Appearances as soloist were made with major symphony orchestras and his interpretations of the works of Chopin brought him world-wide acclaim. Mr. Brailowsky was noted for his large repertory and he recorded for Victor the works of Chopin, Beethoven, Mendlessohn, Scarlatti, Schumann, and others. His recordings for Victor were numerous and used by students as examples of performances of the Chopin works. During a series of nineteen recitals in Buenos Aires, he never repeated a single work.

The present recital (16 October 1949) for French Radio-Television Studios, offers the many virtues and some deficiencies in the Brailowsky arsenal, among the latter of which must be counted a brittle, often precious piano tone that does not convey the girth of the Mussorgsky piece. Some of the defect must be laid at the distant microphone placement. What Brailowsky’s Pictures at an Exhibition – provided in one continuous track without pauses – do convey include a poetic sense of characterization, buttressed by non-stinging percussion, likely the result of his Leschetizky training, which he always over-emphasized, having been a pupil of Florence Trumbull, the Master’s able assistant. The suite becomes more introspective with Mussorgsky’s visit to the Roman catacombs, there to muse on death and the fate of friend Viktor Hartmann’s art.  While Baba Yaga and The Great Gate of Kiev exhibit energy and blistering runs, the interpretation, like much of Brailowsky’s legacy, remains mostly a surface accuracy, a glossy but glib effect.

Brailowsky then turns to the lively Scherzo in A-flat Major (1885) by Alexander Borodin. This piece, Vivace (in 12/8), hustles in symphonic terms, with skittering runs and big, choppy block chords. The middle section hardly slows down its persistent beat, and Brailowsky continues to make the piece sparkly in a manner of a Russian Mendelssohn. The 1905 Reflets dans l’eau marks the first Debussy I have heard Brailowsky play, and he places some silvery light upon the surface of the water. Canny pedaling increases the sheer and fluid effect, and Brailowsky makes us marvel at Debussy’s colors, with their striking of E-flat in the midst of luscious harmonization.

Brailowsky concludes his hour-long recital with his perennial trump card, Chopin.

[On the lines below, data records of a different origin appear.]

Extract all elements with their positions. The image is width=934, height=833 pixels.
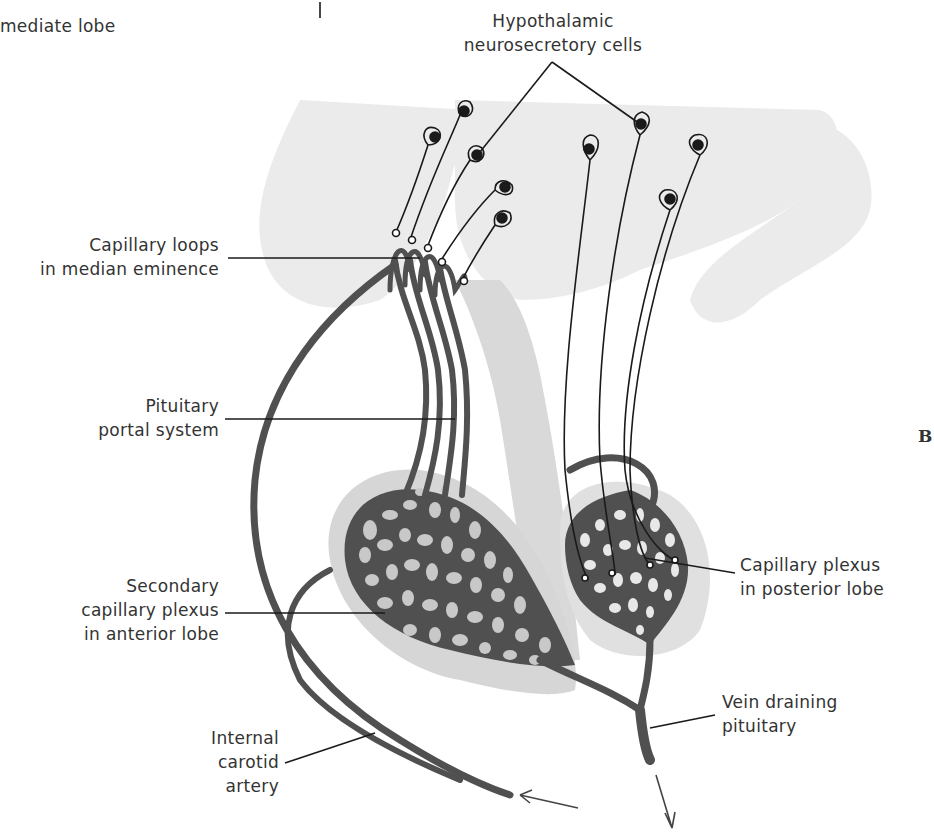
label-capillary-loops: Capillary loops in median eminence — [0, 233, 219, 281]
label-internal-carotid-artery: Internal carotid artery — [0, 726, 279, 798]
panel-letter: B — [918, 426, 932, 446]
label-capillary-plexus-posterior: Capillary plexus in posterior lobe — [740, 553, 884, 601]
label-secondary-capillary-plexus: Secondary capillary plexus in anterior l… — [0, 574, 219, 646]
flow-arrows — [520, 775, 675, 828]
label-pituitary-portal-system: Pituitary portal system — [0, 394, 219, 442]
label-hypothalamic-neurosecretory-cells: Hypothalamic neurosecretory cells — [440, 9, 666, 57]
arrow-out-of-vein — [656, 775, 675, 828]
label-vein-draining-pituitary: Vein draining pituitary — [722, 690, 838, 738]
arrow-into-carotid — [520, 790, 578, 808]
vein-draining-pituitary — [640, 710, 650, 760]
label-intermediate-lobe: mediate lobe — [0, 14, 115, 38]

The 1839 Funeral March Sonata moves briskly at first, well controlled, with a good sense of inner pulsation and solid landings. Brailowsky does not take the repeat, and the resultant effect becomes hectic, in the manner of Schumann’s snide epithet, “an unruly child.” Still, Brailowsky demonstrates an often shattering power in the stormy figures, and that certainly justifies his vision. The Scherzo seems even more inflamed and breathless. With the trio of the second movement, Brailowsky allows us some nostalgic repose, his touch quite gossamer in the diminuendos. The B-flat Funeral March benefits from a sturdy rhythm and breathed sonority, nobly arched. The D-flat Major middle section possesses the poised delicacy of a lullaby, a total contrast to the raging Presto Finale, a kind of totentanz in torrential figures.

I do wish this recital had more “present” sound.